Is aging and dying from old age linked to sexual reproduction?
I couldn’t remember who had written about this matter when posting the quesion. William R. clarck has a book that seems to be interesting where he explains that bacterias don’t have events of programmed death, whileas mulcticelullar organisms do have it. This is due to the fact that (in his argument) that our eukaryotic cells have a limited number of divisions ahead, and maintaining a body with specialized cells requires that these cells be functional and sane or in other case die and leave room for another cell.
Sexual organisms have different lines of cells for somatic and reproductive matters, hence :
When sexual reproduction evolved, it became the dominant form of reproduction on the planet, in part because mixing DNA from two individuals corrects errors that have crept into the code. But this improved DNA made DNA in the other (somatic) cells not only superfluous, but dangerous, because somatic DNA might harbor mutations. Nature's solution to this danger, Clark concludes, was programmed death--the somatic cells must die. Unfortunately, we are the somatic cells. Death is necessary to exploit to the fullest the advantages of sexual reproduction.
(Excerpted from the abstract in amazon, Sex and the Origins of Death
).
To me it is an interesting argument that have some sensible points but is mistaken in its main proposition, ageing did not come after sexual reproduction, there are studies that show that at least some bacterias do age, they don’t have a programmed dead in their code but it is a fact that they age:
The fundamental cause of aging in bacteria is thought to be the accumulation of deleterious components (aging factors). Asymmetrically dividing bacteria, such as Caulobacter crescentus
, show signs of replicative aging.
The results for symmetrically dividing bacteria are more nuanced. For example, Escherichia coli, under certain experimental conditions, may exhibit signs of replicative aging caused by subtle asymmetries in its division.
But there seems to be a relationship between the potential longevity of a species and the onset of reproductive age. Studies with Drosophila
However the connection between them two is not direct but selected by the type of enviroment in which the species lives, as some studies with Drosophila melanogaster have pointed. For example in this interesting one Experimental evolution of aging, growth, and reproduction in fruitflies
(PNAS March 28, 2000. 97 (7) 3309-3313; https://doi.org/10.1073/pnas.97.7.3309), designed to test predictions of life-history theory and the evolutionary theory of ageing , they found that, as theory of history of life and ageing predict, higher extrinsic mortality rates -i.e hostile enviroments- did lead to the evolution of higher intrinsic mortality rates -i.e to shorter lifespans- and to decreased age and size at eclosion; peak fecundity also shifted earlier in life.
Interestingly, safe enviroments in other studies lead to more longeve flies, later onset of fetility but not to the extention of fertility to older ages, as it is reported in this same study.

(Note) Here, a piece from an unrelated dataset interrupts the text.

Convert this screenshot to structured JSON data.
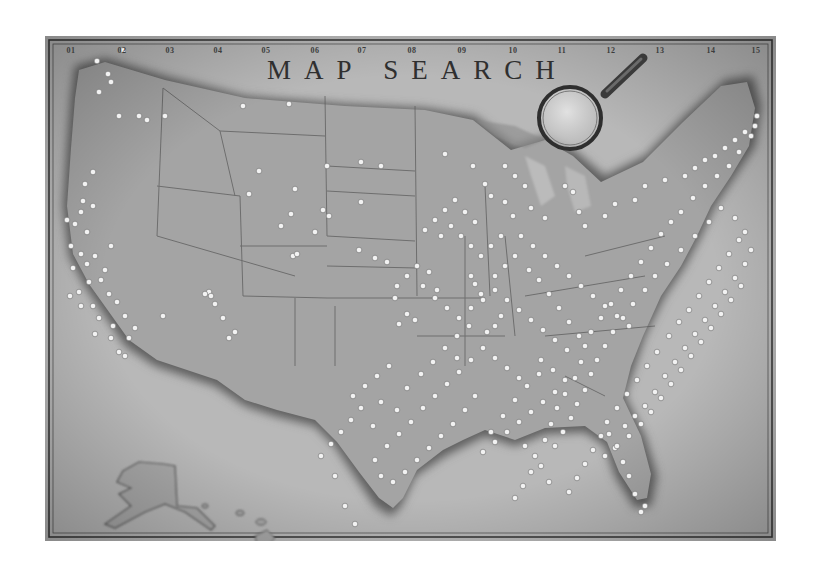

There are some long lasting experiments bein carried out with guppies in Trinidad that seem to confirm these same observations.
Catastrophic events of massive reproduction and death
Another interesting relationship between sex and death has to do with those animals that undergo dramatic (and perhaps catastrophic) events of massive reproduction and then programmed death (often preceded by fast decay that resembles almost instant senescence). They are the semelparous animals:
organisms and others that die suddenly following reproduction (e.g. salmon, octopus, marsupial mouse (brown antechinus), etc.) also represent instances of organisms who incorporate a lifespan-limiting feature. Sudden death is more obviously an instance of programmed death or a purposeful adaptation than gradual ageing. Biological elements clearly associated with evolved mechanisms such as hormone signalling have been identified in the death mechanisms of organisms such as the octopus
.
All in all, there seems to be a genetic (and probably epigenetic too) program to maintain an orgahism healthy until some stage, after the “reproduction time” has had its time, but the phenomenon of senescence is not well understood yet, and its connection with sexual reproduction has to do with the ability of an organism to repair itself, while it can.